New: Hierarchical Relations Supported in the MuseTag Demo
We just deployed hierarchical relation support in the MuseTag demo.
What’s included
- Parsing and recognition of hierarchical modifiers:
ChildOf,ParentOfand their sugar forms (for examplePartOf,HasPart,BelongsTo,Includes, …). Sugar forms are normalized to two canonical directions:childOfandparentOf. - Explicit relation storage: each entity now keeps
parentsandchildrenlists; relation entries may record the character position where the relation was declared so the UI can navigate back to it. - A new “Hierarchy” panel in the demo UI (right column, under the Document Outline) shows a collapsible tree of entities involved in hierarchical relations.
- Navigation: clicking a tree node attempts to jump to the most relevant place in the editor — preferably the relation declaration location, otherwise the entity’s first occurrence.
- Visual consistency: the tree uses a small SVG chevron that animates when nodes open or close; entities with a configured color use that color in the tree to help visual identification.
Example
@@Alice.ChildOf(@@Marie)
Behavior and limitations to know
- Target resolution: a modifier parameter may contain an explicit annotation (e.g.
.ChildOf(@@Other)).
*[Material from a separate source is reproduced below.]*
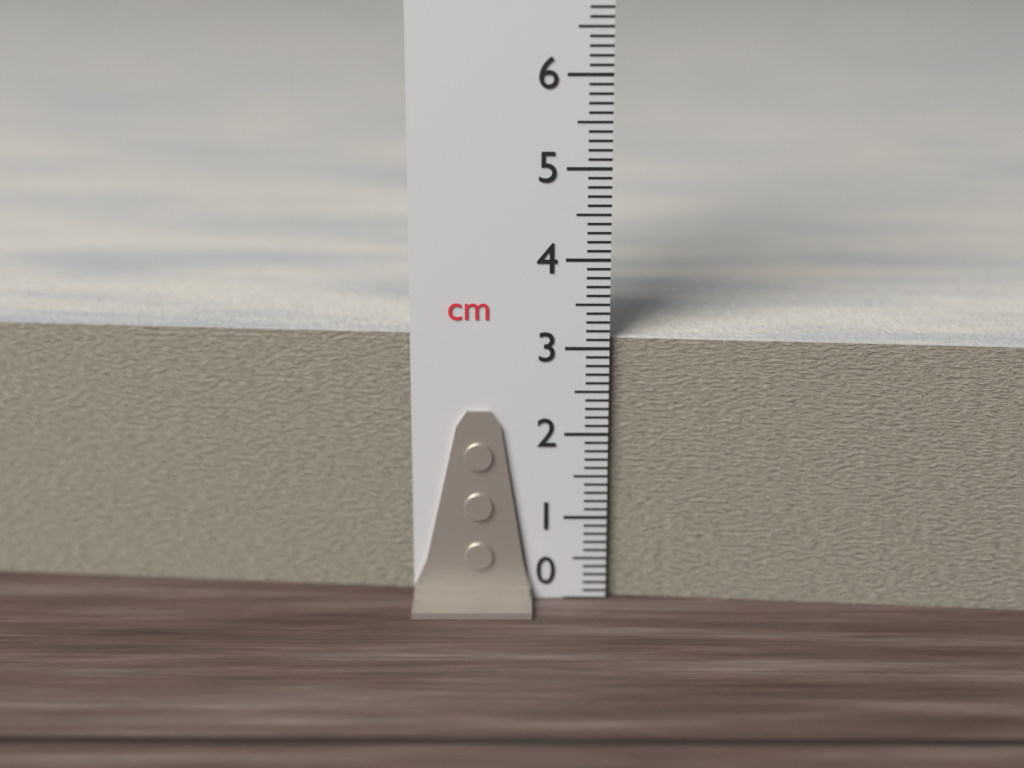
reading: 3.1 cm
If the target appears without annotation (e.g..ChildOf(Other)), the parser attempts to resolveOtherto an entity declared elsewhere. If the target does not yet exist, a placeholder entity is created so the relation can be attached immediately. - Semantic normalization: sugar forms are normalized to
childOf/parentOf. Any further semantic distinctions (part/container/member, etc.) remain application-level concerns and should be expressed via types or additional modifiers where needed.
What you’ll see in the demo
- A “Hierarchy” panel that lists only entities involved in at least one hierarchical relation.
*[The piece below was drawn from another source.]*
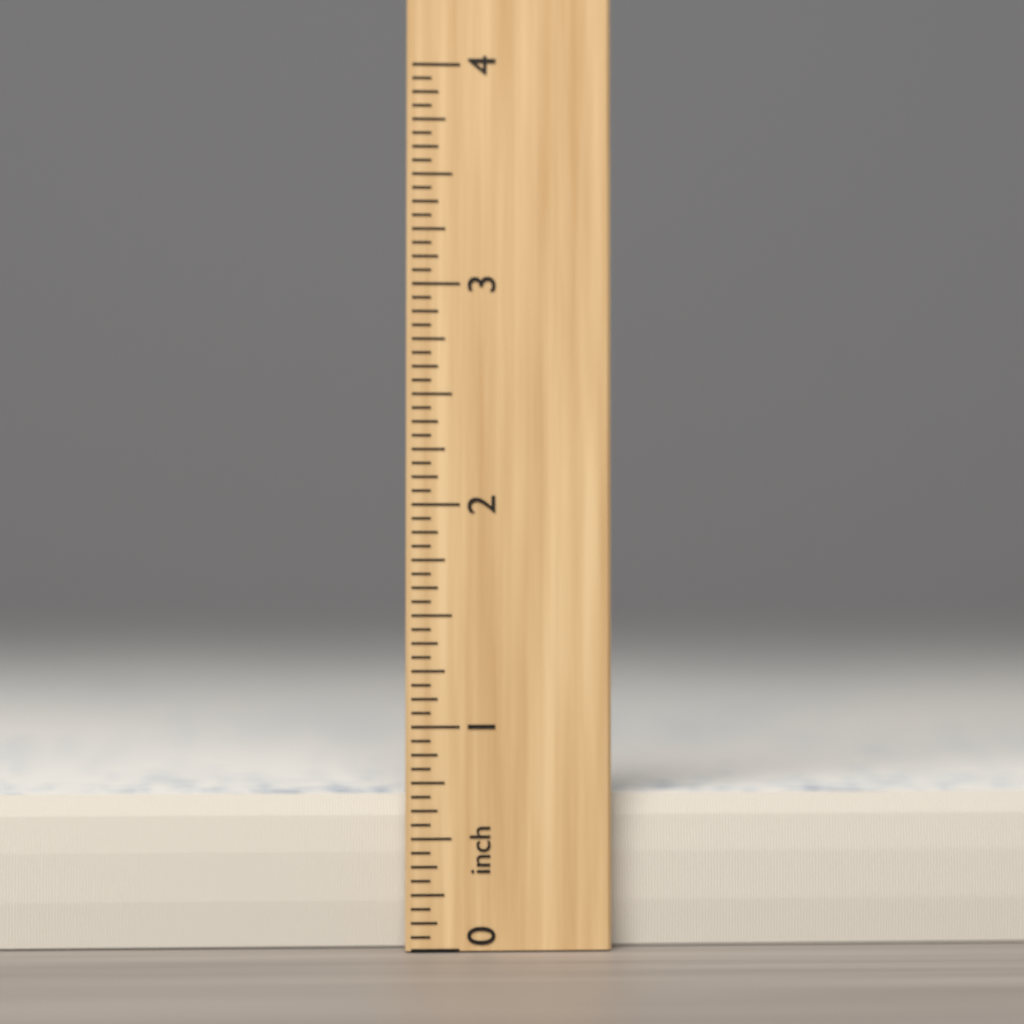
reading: 0.6875 inch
- Collapsible nodes with an animated SVG chevron.
- Clicking a node jumps to the relation declaration if known, otherwise to the entity’s first occurrence.
- Entity color (if set via
.Color(...)or similar) is applied to the name in the tree to ease identification.
Why this helps
- Quickly visualize structural relationships in your text (families, nested places, object compositions, organizational hierarchies).
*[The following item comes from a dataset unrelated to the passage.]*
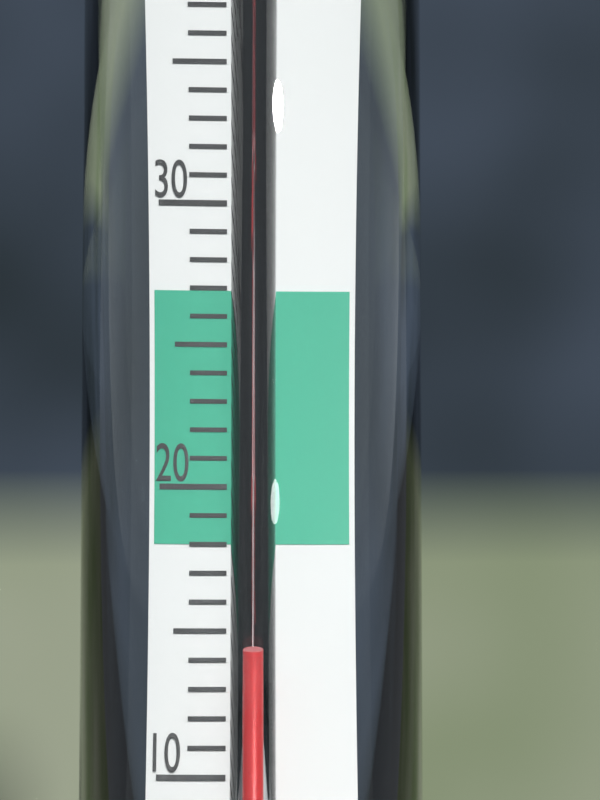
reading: 14 °C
- Jump directly to the textual location where a relationship is declared — useful for authoring and reviewing annotations.
- Prototype relational models and verify annotation behavior without leaving the editor.
How to test
- Open the Demo page.
- Paste or type a short example with annotations like the ones above.
- Open the Hierarchy panel (right column) — the tree updates automatically.
- Expand a node and click its name to verify the editor jump.
Feedback welcome If you encounter edge cases (multiple declarations in a single grouped annotation, need for composite targets, alternative display preferences), please open an issue in the repository or reply here. We’ll iterate based on real-world feedback.